As we documented in Friday’s session review, the PCE shock that sent VIX above 30 and crude past $100 established a new risk environment that does not reset on a single headline. The follow-through since then, including the extended Iran deadline that failed to provide relief and the 200-DMA break when Hormuz was blocked, paints a picture of a market that sells every bounce until the fundamental catalyst changes.
Key Levels for Tuesday
| 6,510-6,520 | Major resistance. Large gamma concentration at SPX 6,500 and 4H equilibrium. Requires crude below $100 to reach. |
| 6,475-6,485 | Gamma resistance zone. Options-implied upside boundary for Tuesday. Primary short entry zone. |
| 6,445-6,450 | Overnight high area. First test zone for the gap. |
| 6,400-6,410 | Monday close and high-confidence combo level. Gravitational pivot for the session. |
| 6,380-6,390 | Friday close area. Secondary support from gamma combo levels. |
| 6,350-6,360 | Monday session low zone. Tested and held during regular trading hours. |
| 6,300-6,310 | Put Wall at SPX 6,300. THE critical support. A break below activates the high-volatility downside scenario. |
Primary Setup
Short from 6,475-6,485 (ES) | Stop 6,520 | Target: 6,410
Fade the Iran de-escalation bounce into gamma resistance, with quarter-end OPEX selling mechanics providing the catalyst. Flip scenario: crude below $100 on a real ceasefire invalidates the short and targets 6,510-6,520.
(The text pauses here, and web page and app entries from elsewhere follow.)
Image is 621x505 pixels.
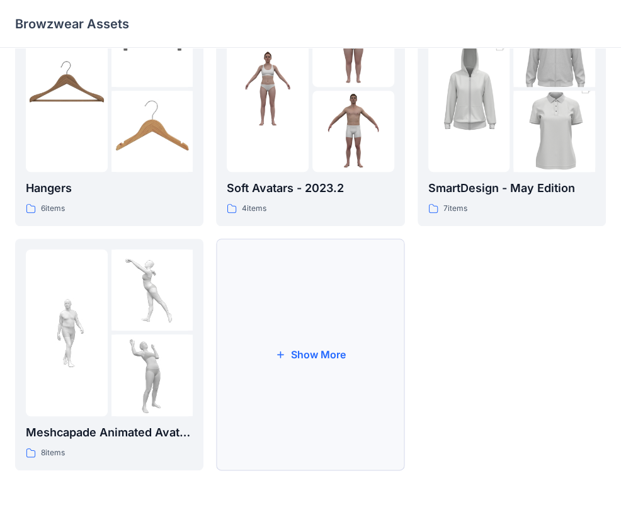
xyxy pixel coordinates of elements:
[41,447,65,460] p: 8 items
[26,424,193,441] p: Meshcapade Animated Avatars
[216,239,404,470] button: Show More
[227,48,309,130] img: folder 1
[443,202,467,215] p: 7 items
[428,179,595,197] p: SmartDesign - May Edition
[111,91,193,173] img: folder 3
[26,179,193,197] p: Hangers
[227,179,394,197] p: Soft Avatars - 2023.2
[111,334,193,416] img: folder 3
[26,48,108,130] img: folder 1
[41,202,65,215] p: 6 items
[15,239,203,470] a: folder 1folder 2folder 3Meshcapade Animated Avatars8items
[111,249,193,331] img: folder 2
[26,292,108,374] img: folder 1
[15,15,129,33] p: Browzwear Assets
[312,91,394,173] img: folder 3
[513,70,595,192] img: folder 3
[428,27,510,149] img: folder 1
[242,202,266,215] p: 4 items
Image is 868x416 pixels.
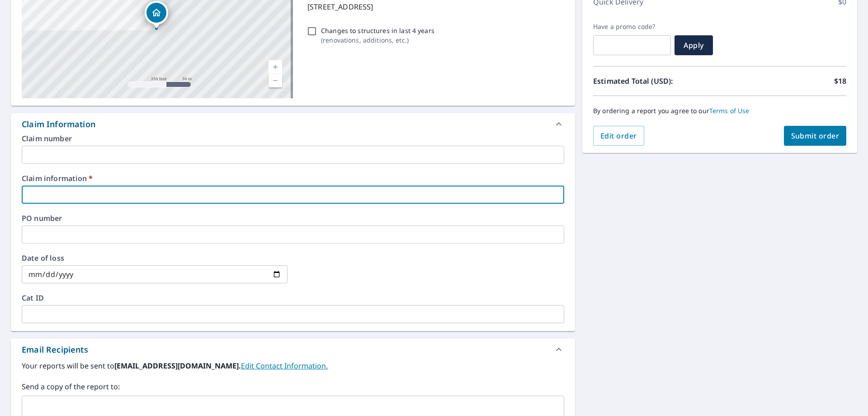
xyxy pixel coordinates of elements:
[709,106,750,115] a: Terms of Use
[682,40,706,50] span: Apply
[241,361,328,370] a: EditContactInfo
[269,74,282,87] a: Current Level 17, Zoom Out
[791,131,840,140] span: Submit order
[834,76,846,86] p: $18
[22,294,564,301] label: Cat ID
[22,344,88,356] div: Email Recipients
[593,126,644,145] button: Edit order
[321,36,434,45] p: ( renovations, additions, etc. )
[22,381,564,392] label: Send a copy of the report to:
[22,360,564,371] label: Your reports will be sent to
[22,175,564,182] label: Claim information
[601,131,638,140] span: Edit order
[307,1,561,12] p: [STREET_ADDRESS]
[321,26,434,36] p: Changes to structures in last 4 years
[784,126,847,145] button: Submit order
[11,339,575,360] div: Email Recipients
[11,113,575,135] div: Claim Information
[593,23,671,30] label: Have a promo code?
[145,1,168,29] div: Dropped pin, building 1, Residential property, 490 Duquesne Dr Pittsburgh, PA 15243
[675,36,713,55] button: Apply
[593,76,720,86] p: Estimated Total (USD):
[22,135,564,142] label: Claim number
[22,118,95,130] div: Claim Information
[22,215,564,222] label: PO number
[593,107,846,115] p: By ordering a report you agree to our
[114,361,241,370] b: [EMAIL_ADDRESS][DOMAIN_NAME].
[269,60,282,74] a: Current Level 17, Zoom In
[22,254,288,262] label: Date of loss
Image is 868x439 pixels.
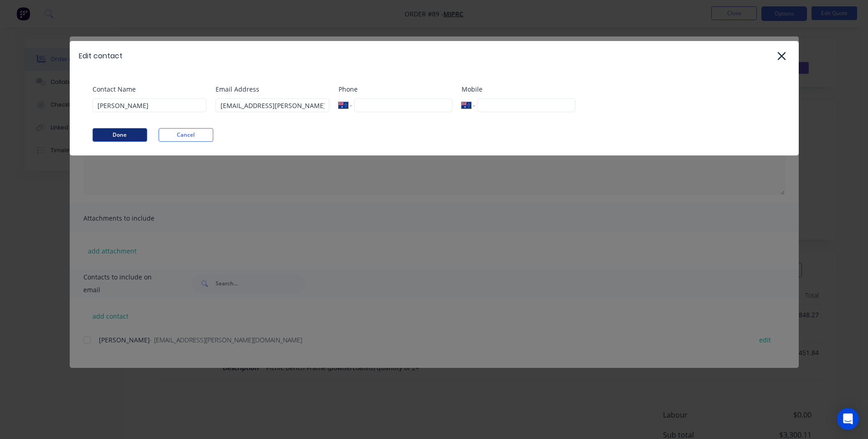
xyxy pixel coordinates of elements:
[461,84,576,94] label: Mobile
[79,50,123,62] div: Edit contact
[159,128,213,142] button: Cancel
[339,84,452,94] label: Phone
[93,128,148,142] button: Done
[215,84,330,94] label: Email Address
[93,84,206,94] label: Contact Name
[837,408,859,430] div: Open Intercom Messenger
Based on historical backtesting, entries at gamma resistance in negative gamma environments have shown strong mean-reversion characteristics.
The collar roll does not read headlines.
For our latest analysis on how these dynamics evolved heading into the following week, see ES Futures: Iran Deadline, NFP Shock, and the Vol Trigger Squeeze (April 6, 2026).
Past results are not indicative of future performance. This content is for informational and educational purposes only and does not constitute financial advice or a recommendation to buy or sell any security or futures contract. For our full performance disclosure, visit algoindex.com/performance-statement.